In the twilight of the first half of the 2020s, the promise of Artificial Intelligence (AI) was a "productivity spring" that would benefit all of humanity. However, as we move through 2026, the reality is proving far more complex and, for many, ominous. AI is not merely an optimization tool, but a powerful catalyst accelerating existing social and economic inequalities, creating new forms of exclusion that some analysts are already calling "digital feudalism."

The issue of inequality is not just about income; it is about access to the power of intelligence itself. When algorithms decide who gets a loan, who gets hired, or how public resources are allocated, the bias embedded in training data transforms into systemic injustice. This inequality manifests at three primary levels: the individual, the corporate, and the geopolitical.

The Erosion of the Middle Class and Polarized Labor

The traditional belief that technological progress only replaces manual labor has been shattered. In 2026, we are witnessing unprecedented pressure on knowledge-intensive professions. AI has begun to "swallow" roles in law, accounting, and software engineering, creating a two-tier labor market. On one side, a small elite of "algorithm owners" and specialized scientists concentrate immense wealth. On the other, the majority of workers are pushed into low-paid service roles that AI cannot yet perform cost-effectively, such as personal care or manual maintenance.

This polarization is not accidental. It is the result of an economic structure where capital (ownership of AI models) yields far higher returns than labor. Without robust interventions—such as taxing robots or strengthening collective bargaining in the age of algorithms—the middle class risks shrinking to historically low levels, reminiscent of 19th-century social structures.

Digital Colonialism and the Geopolitical Gap

Globally, inequality is taking the form of a new colonialism. Global North countries, possessing the computational power and data, impose their cultural and economic standards on the rest of the world. Developing economies are often relegated to the role of "cheap data labor" providers, where thousands of people work in grueling conditions to label data for models that enrich Silicon Valley or Shanghai corporations.

Furthermore, the cost of training large language models (LLMs) has become so prohibitive that only a few nations and a handful of companies can participate in the race. This creates a dependency of poorer nations on foreign technological infrastructure, undermining their national sovereignty and their ability to develop AI solutions tailored to their specific needs and languages.

Algorithmic Bias: The Invisible Discrimination

The ethical dimension of AI inequality lies within the functioning of algorithms. These systems are trained on data reflecting society's historical prejudices. When a bank uses AI for credit scoring, the algorithm may reject applications from specific neighborhoods or ethnic groups, not because they are unreliable, but because the model "learned" past discriminations. This creates a vicious cycle where technology automates and legitimizes injustice, making it harder to detect and combat.

Toward a New Social Contract

Addressing these challenges requires radical solutions. The debate over Universal Basic Income (UBI) is no longer theoretical but necessary as productivity decouples from employment. Simultaneously, we need to democratize access to compute power so that AI does not remain the privilege of the few.

The European Union, with its AI Act, took the first step, but legislation must evolve. We must ensure that AI is used to close the gap in healthcare and education rather than widen it. Technology is a mirror of our values. If we do not consciously choose equality, AI will automatically choose the concentration of power.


#### WORK TO BE COMPLETED
Leave the pictures behind and repeat all the entries exactly.

---- MATERIAL TO PROCESS

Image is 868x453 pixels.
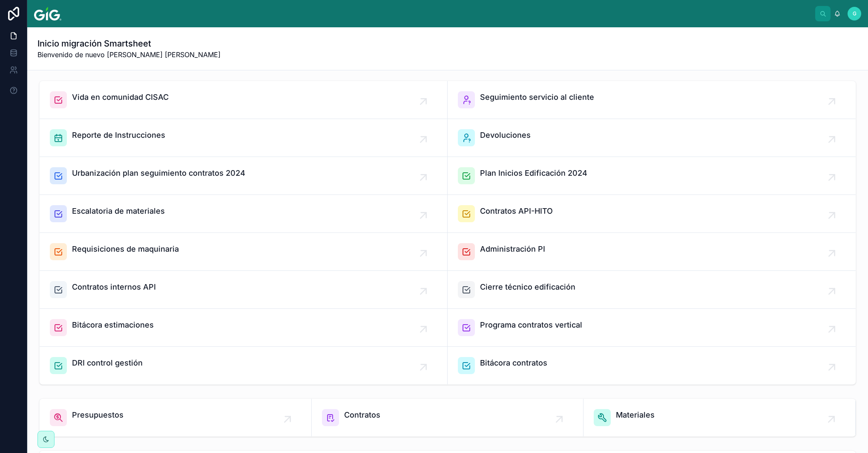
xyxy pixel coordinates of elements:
span: Administración PI [480,243,546,255]
span: Bienvenido de nuevo [PERSON_NAME] [PERSON_NAME] [38,50,220,60]
a: Presupuestos [39,398,312,436]
span: Plan Inicios Edificación 2024 [480,167,588,179]
a: Requisiciones de maquinaria [39,233,448,270]
a: Urbanización plan seguimiento contratos 2024 [39,157,448,195]
span: Contratos internos API [72,281,156,293]
a: DRI control gestión [39,347,448,384]
span: G [853,10,857,17]
span: DRI control gestión [72,357,142,369]
a: Contratos API-HITO [448,195,856,233]
span: Devoluciones [480,130,531,141]
span: Seguimiento servicio al cliente [480,91,594,103]
span: Bitácora contratos [480,357,547,369]
a: Escalatoria de materiales [39,195,448,233]
a: Reporte de Instrucciones [39,119,448,157]
a: Contratos [312,398,584,436]
div: scrollable content [68,12,816,15]
a: Plan Inicios Edificación 2024 [448,157,856,195]
span: Urbanización plan seguimiento contratos 2024 [72,167,245,179]
img: App logo [34,7,62,21]
a: Bitácora contratos [448,347,856,384]
h1: Inicio migración Smartsheet [38,38,220,50]
a: Administración PI [448,233,856,270]
span: Escalatoria de materiales [72,205,165,217]
span: Vida en comunidad CISAC [72,91,169,103]
a: Bitácora estimaciones [39,309,448,347]
span: Reporte de Instrucciones [72,130,166,141]
a: Cierre técnico edificación [448,270,856,309]
a: Programa contratos vertical [448,309,856,347]
span: Contratos API-HITO [480,205,553,217]
span: Presupuestos [72,408,124,420]
span: Programa contratos vertical [480,319,582,330]
a: Contratos internos API [39,270,448,309]
span: Requisiciones de maquinaria [72,243,179,255]
a: Devoluciones [448,119,856,157]
a: Vida en comunidad CISAC [39,81,448,119]
a: Seguimiento servicio al cliente [448,81,856,119]
span: Cierre técnico edificación [480,281,576,293]
span: Bitácora estimaciones [72,319,154,330]
a: Materiales [584,398,856,436]
span: Materiales [616,408,654,420]
span: Contratos [344,408,381,420]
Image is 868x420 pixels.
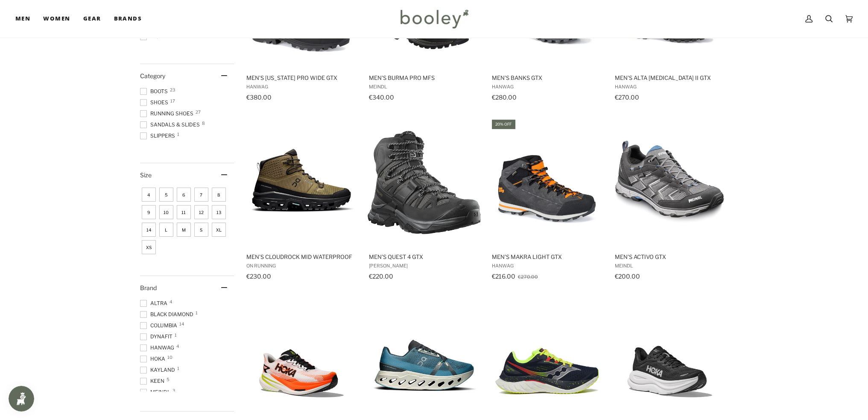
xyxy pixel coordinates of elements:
[140,355,168,363] span: Hoka
[140,333,175,340] span: DYNAFIT
[114,15,142,23] span: Brands
[614,273,639,280] span: €200.00
[159,223,173,237] span: Size: L
[175,333,177,337] span: 1
[177,344,179,348] span: 4
[614,84,725,90] span: Hanwag
[140,110,196,117] span: Running Shoes
[8,386,34,412] iframe: Button to open loyalty program pop-up
[140,72,165,80] span: Category
[368,305,481,418] img: On Running Men's Cloudeclipse Niagara / Ivory - Booley Galway
[491,94,517,101] span: €280.00
[490,126,604,239] img: Hanwag Men's Makra Light GTX Asphalt / Orange - Booley Galway
[168,355,173,359] span: 10
[202,121,205,125] span: 8
[159,187,173,202] span: Size: 5
[247,253,357,261] span: Men's Cloudrock Mid Waterproof
[140,366,178,374] span: Kayland
[142,223,156,237] span: Size: 14
[369,84,479,90] span: Meindl
[369,253,479,261] span: Men's Quest 4 GTX
[142,187,156,202] span: Size: 4
[140,299,170,307] span: Altra
[518,274,538,280] span: €270.00
[490,118,604,283] a: Men's Makra Light GTX
[169,299,172,304] span: 4
[194,205,208,219] span: Size: 12
[142,240,156,254] span: Size: XS
[245,118,358,283] a: Men's Cloudrock Mid Waterproof
[140,87,170,95] span: Boots
[491,262,602,269] span: Hanwag
[173,388,175,393] span: 3
[247,273,271,280] span: €230.00
[196,311,198,315] span: 1
[245,305,358,418] img: Hoka Men's Mach X 3 White / Neon Tangerine - Booley Galway
[140,284,157,291] span: Brand
[194,187,208,202] span: Size: 7
[369,262,479,269] span: [PERSON_NAME]
[613,305,726,418] img: Hoka Men's Bondi 9 Wide Black / White - Booley Galway
[159,205,173,219] span: Size: 10
[491,273,515,280] span: €216.00
[170,99,175,103] span: 17
[614,74,725,81] span: Men's Alta [MEDICAL_DATA] II GTX
[140,311,196,318] span: Black Diamond
[140,121,202,128] span: Sandals & Slides
[369,273,393,280] span: €220.00
[140,99,171,107] span: Shoes
[247,84,357,90] span: Hanwag
[212,223,226,237] span: Size: XL
[613,118,726,283] a: Men's Activo GTX
[614,262,725,269] span: Meindl
[369,94,394,101] span: €340.00
[247,74,357,81] span: Men's [US_STATE] Pro Wide GTX
[140,388,173,396] span: Meindl
[177,366,179,370] span: 1
[177,187,191,202] span: Size: 6
[140,322,180,329] span: Columbia
[166,377,169,381] span: 5
[613,126,726,239] img: Men's Activo GTX Anthrazit / Ozean - Booley Galway
[177,223,191,237] span: Size: M
[179,322,184,326] span: 14
[43,15,70,23] span: Women
[245,126,358,239] img: On Men's Cloudrock 2 Waterproof Hunter / Black - Booley Galway
[177,205,191,219] span: Size: 11
[212,187,226,202] span: Size: 8
[614,253,725,261] span: Men's Activo GTX
[614,94,639,101] span: €270.00
[140,344,177,352] span: Hanwag
[368,126,481,239] img: Salomon Men's Quest 4 GTX Magnet / Black / Quarry - Booley Galway
[212,205,226,219] span: Size: 13
[15,15,30,23] span: Men
[140,171,151,178] span: Size
[491,119,515,128] div: 20% off
[194,223,208,237] span: Size: S
[491,84,602,90] span: Hanwag
[83,15,101,23] span: Gear
[490,305,604,418] img: Saucony Endorphin Speed 4 Navy / Pepper - Booley Galway
[196,110,201,114] span: 27
[491,74,602,81] span: Men's Banks GTX
[247,94,271,101] span: €380.00
[368,118,481,283] a: Men's Quest 4 GTX
[397,6,471,31] img: Booley
[170,87,175,92] span: 23
[142,205,156,219] span: Size: 9
[177,132,179,136] span: 1
[491,253,602,261] span: Men's Makra Light GTX
[369,74,479,81] span: Men's Burma PRO MFS
[247,262,357,269] span: On Running
[140,377,167,385] span: Keen
[140,132,178,140] span: Slippers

--------

#### TASK OUTPUT
Image is 868x453 pixels.
xyxy pixel coordinates of elements:
span: Administración PI [480,243,546,255]
span: Bienvenido de nuevo [PERSON_NAME] [PERSON_NAME] [38,50,220,60]
a: Presupuestos [39,398,312,436]
span: Plan Inicios Edificación 2024 [480,167,588,179]
a: Requisiciones de maquinaria [39,233,448,270]
a: Urbanización plan seguimiento contratos 2024 [39,157,448,195]
span: Contratos internos API [72,281,156,293]
a: DRI control gestión [39,347,448,384]
span: G [853,10,857,17]
span: DRI control gestión [72,357,142,369]
a: Contratos API-HITO [448,195,856,233]
span: Devoluciones [480,130,531,141]
span: Seguimiento servicio al cliente [480,91,594,103]
span: Bitácora contratos [480,357,547,369]
a: Escalatoria de materiales [39,195,448,233]
a: Reporte de Instrucciones [39,119,448,157]
a: Contratos [312,398,584,436]
div: scrollable content [68,12,816,15]
a: Plan Inicios Edificación 2024 [448,157,856,195]
span: Urbanización plan seguimiento contratos 2024 [72,167,245,179]
img: App logo [34,7,62,21]
a: Bitácora contratos [448,347,856,384]
h1: Inicio migración Smartsheet [38,38,220,50]
a: Administración PI [448,233,856,270]
span: Escalatoria de materiales [72,205,165,217]
span: Vida en comunidad CISAC [72,91,169,103]
a: Bitácora estimaciones [39,309,448,347]
span: Reporte de Instrucciones [72,130,166,141]
a: Cierre técnico edificación [448,270,856,309]
a: Programa contratos vertical [448,309,856,347]
span: Contratos API-HITO [480,205,553,217]
span: Presupuestos [72,408,124,420]
span: Programa contratos vertical [480,319,582,330]
a: Contratos internos API [39,270,448,309]
span: Requisiciones de maquinaria [72,243,179,255]
a: Devoluciones [448,119,856,157]
a: Vida en comunidad CISAC [39,81,448,119]
a: Seguimiento servicio al cliente [448,81,856,119]
span: Cierre técnico edificación [480,281,576,293]
span: Bitácora estimaciones [72,319,154,330]
a: Materiales [584,398,856,436]
span: Materiales [616,408,654,420]
span: Contratos [344,408,381,420]
Image is 868x420 pixels.
xyxy pixel coordinates of elements:
[140,355,168,363] span: Hoka
[140,333,175,340] span: DYNAFIT
[114,15,142,23] span: Brands
[614,273,639,280] span: €200.00
[159,223,173,237] span: Size: L
[175,333,177,337] span: 1
[177,344,179,348] span: 4
[614,84,725,90] span: Hanwag
[140,110,196,117] span: Running Shoes
[8,386,34,412] iframe: Button to open loyalty program pop-up
[140,72,165,80] span: Category
[368,305,481,418] img: On Running Men's Cloudeclipse Niagara / Ivory - Booley Galway
[491,94,517,101] span: €280.00
[490,126,604,239] img: Hanwag Men's Makra Light GTX Asphalt / Orange - Booley Galway
[168,355,173,359] span: 10
[202,121,205,125] span: 8
[159,187,173,202] span: Size: 5
[247,253,357,261] span: Men's Cloudrock Mid Waterproof
[140,366,178,374] span: Kayland
[142,223,156,237] span: Size: 14
[369,84,479,90] span: Meindl
[369,253,479,261] span: Men's Quest 4 GTX
[142,187,156,202] span: Size: 4
[140,299,170,307] span: Altra
[518,274,538,280] span: €270.00
[490,118,604,283] a: Men's Makra Light GTX
[169,299,172,304] span: 4
[194,205,208,219] span: Size: 12
[142,240,156,254] span: Size: XS
[245,118,358,283] a: Men's Cloudrock Mid Waterproof
[140,87,170,95] span: Boots
[491,262,602,269] span: Hanwag
[173,388,175,393] span: 3
[247,273,271,280] span: €230.00
[196,311,198,315] span: 1
[245,305,358,418] img: Hoka Men's Mach X 3 White / Neon Tangerine - Booley Galway
[140,284,157,291] span: Brand
[194,187,208,202] span: Size: 7
[369,262,479,269] span: [PERSON_NAME]
[613,305,726,418] img: Hoka Men's Bondi 9 Wide Black / White - Booley Galway
[159,205,173,219] span: Size: 10
[491,273,515,280] span: €216.00
[170,99,175,103] span: 17
[614,74,725,81] span: Men's Alta [MEDICAL_DATA] II GTX
[140,311,196,318] span: Black Diamond
[140,121,202,128] span: Sandals & Slides
[369,273,393,280] span: €220.00
[140,99,171,107] span: Shoes
[247,84,357,90] span: Hanwag
[212,223,226,237] span: Size: XL
[613,118,726,283] a: Men's Activo GTX
[614,262,725,269] span: Meindl
[369,94,394,101] span: €340.00
[247,74,357,81] span: Men's [US_STATE] Pro Wide GTX
[140,388,173,396] span: Meindl
[177,366,179,370] span: 1
[177,187,191,202] span: Size: 6
[140,322,180,329] span: Columbia
[166,377,169,381] span: 5
[613,126,726,239] img: Men's Activo GTX Anthrazit / Ozean - Booley Galway
[177,223,191,237] span: Size: M
[179,322,184,326] span: 14
[43,15,70,23] span: Women
[245,126,358,239] img: On Men's Cloudrock 2 Waterproof Hunter / Black - Booley Galway
[177,205,191,219] span: Size: 11
[212,187,226,202] span: Size: 8
[614,253,725,261] span: Men's Activo GTX
[614,94,639,101] span: €270.00
[140,344,177,352] span: Hanwag
[368,126,481,239] img: Salomon Men's Quest 4 GTX Magnet / Black / Quarry - Booley Galway
[212,205,226,219] span: Size: 13
[15,15,30,23] span: Men
[140,171,151,178] span: Size
[491,119,515,128] div: 20% off
[194,223,208,237] span: Size: S
[491,84,602,90] span: Hanwag
[83,15,101,23] span: Gear
[490,305,604,418] img: Saucony Endorphin Speed 4 Navy / Pepper - Booley Galway
[196,110,201,114] span: 27
[491,74,602,81] span: Men's Banks GTX
[247,94,271,101] span: €380.00
[368,118,481,283] a: Men's Quest 4 GTX
[397,6,471,31] img: Booley
[170,87,175,92] span: 23
[142,205,156,219] span: Size: 9
[177,132,179,136] span: 1
[491,253,602,261] span: Men's Makra Light GTX
[369,74,479,81] span: Men's Burma PRO MFS
[247,262,357,269] span: On Running
[140,377,167,385] span: Keen
[140,132,178,140] span: Slippers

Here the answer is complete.